Modern Poetry Smackdown: Stour of the Intellectual Giants

4 mins read

Today, we’ll be featuring a debate between two experts on the state of modern poetry, Sir Philip Sydney and our own Ian Davis.

Kenny: Thank you both for being here!

Ian: It’s my pleasure. An honor to be here with the masters, Sir Philip, Kenny. You are looking well, Sir Philip.

Sir Philip: Thank you for your kind words, young man. This is a welcome idyll to be sure.

Kenny: Now, Sir Philip, in 1595 your famous Apology for Poetry was published. In it you noted that poetry required defense, as it had “fallen to be the laughing-stock of children,”  Would you still defend the medium today?

Sir Philip: Well, according to the principle that self-love is better than any gilding to make that seem gorgeous wherein ourselves are parties, I daresay that I would defend poetry were I still writing it. I would not defend something merely bearing the name poem, however, but rather the true form.

Ian: What would that true form be, Sir Phillip? True to what, to whom?

Sir Philip: True and as such a music of text, the art of being entirely itself and not merely prose dressed up in false signature.

Ian: And wherein the difference between prose and poetry? I have met prose more musical than the tightest iambic tunes, prose woven a clip closer than any clunking wooden feet.

Sir Philip: You were well met then indeed! In my day poetry was unmistakeable as it was bound by form. My statement is in truth a fleer at the need for a marriage of style and substance to justify the title poem. Lack of punctuation does not suffice.

Ian: I believe we can both agree on that union, Sir Phillip. I’d be interested, good sir, to hear what you think of the place of poetry in today’s society?

Sir Philip: “No man is an island,” as Mr. Donne said, and yet today Poetry is itself largely an island unto itself. It has grown less subservient to society and yet also more self referential and fautous therefore. I think that I prefer the strictures of place and tradition to the freedom of isolation.

Ian: I disagree, Sir Philip. Currents are perpetually carrying unknown luggage from land to land – no island is an island, one might say. And I cannot condemn the whole of modern poetry to the failures you note. But that is, perhaps, a subject that calls for more length than is in the day.

Sir Philip: I would gladly hear your worthy thoughts at greater length, Ian.

Ian: And I, sir, would like to know where you got such a fine ruff.

Kenny: Well I can see that you two are more inclined to converse as colleagues than engage in fatal combat. Let me ask you then if there are any modern poets you particularly commend.

Sir Philip: I am partial to Anne Carson.

Ian: My dear man, we are united there.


### What is required
Below are lines of data, and only some are wanted. Please repeat exactly those from the line that has "You are a GUI" through the line that has "This screenshot has".

Dataset extract START

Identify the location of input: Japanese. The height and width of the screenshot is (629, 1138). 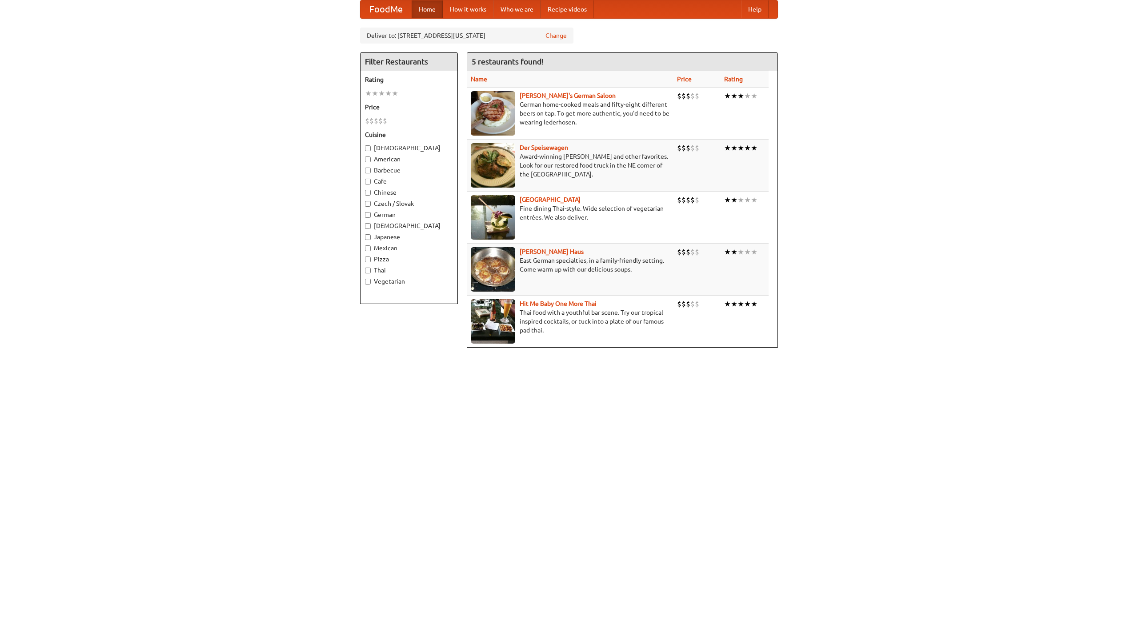
(368, 237).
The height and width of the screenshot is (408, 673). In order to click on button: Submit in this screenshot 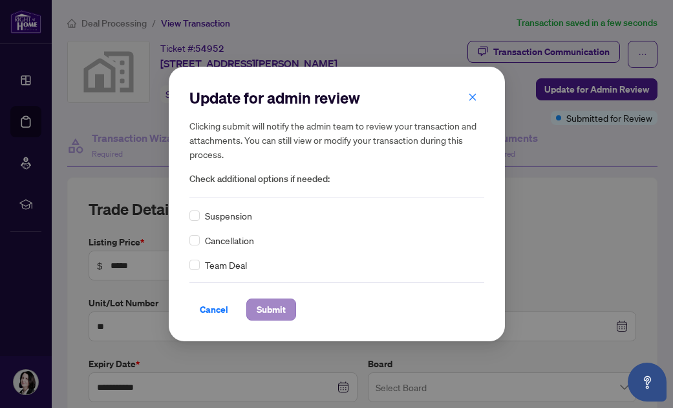, I will do `click(271, 309)`.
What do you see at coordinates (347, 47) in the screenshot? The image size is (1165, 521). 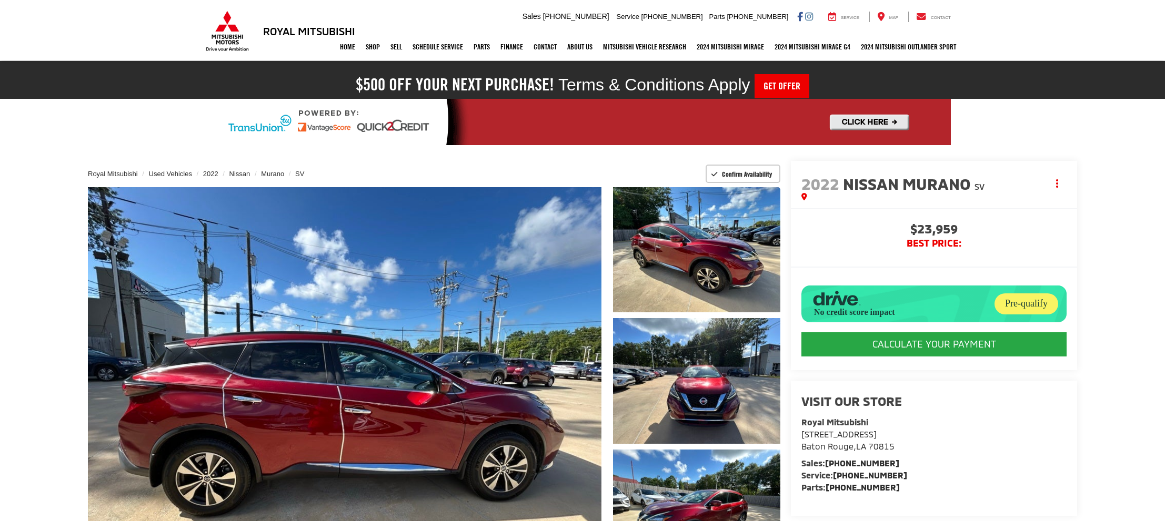 I see `a: Home` at bounding box center [347, 47].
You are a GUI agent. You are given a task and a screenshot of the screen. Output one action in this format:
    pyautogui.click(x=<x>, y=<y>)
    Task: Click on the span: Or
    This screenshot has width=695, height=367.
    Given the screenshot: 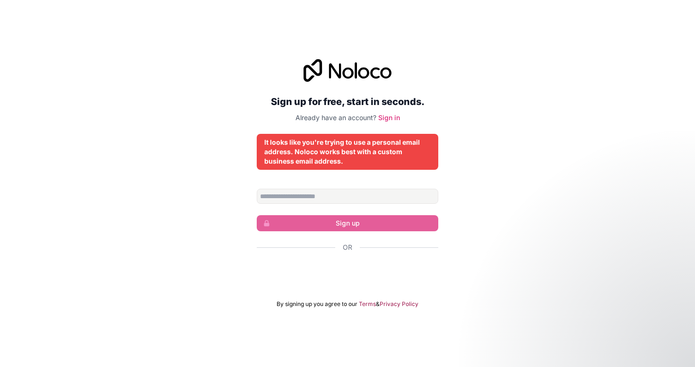 What is the action you would take?
    pyautogui.click(x=347, y=247)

Dataset extract END

### Response for this exercise
You are a GUI agent. You are given a task and a screenshot of the screen. Output one action in this format:
    pyautogui.click(x=<x>, y=<y>)
    Task: Click on the span: Or
    This screenshot has width=695, height=367.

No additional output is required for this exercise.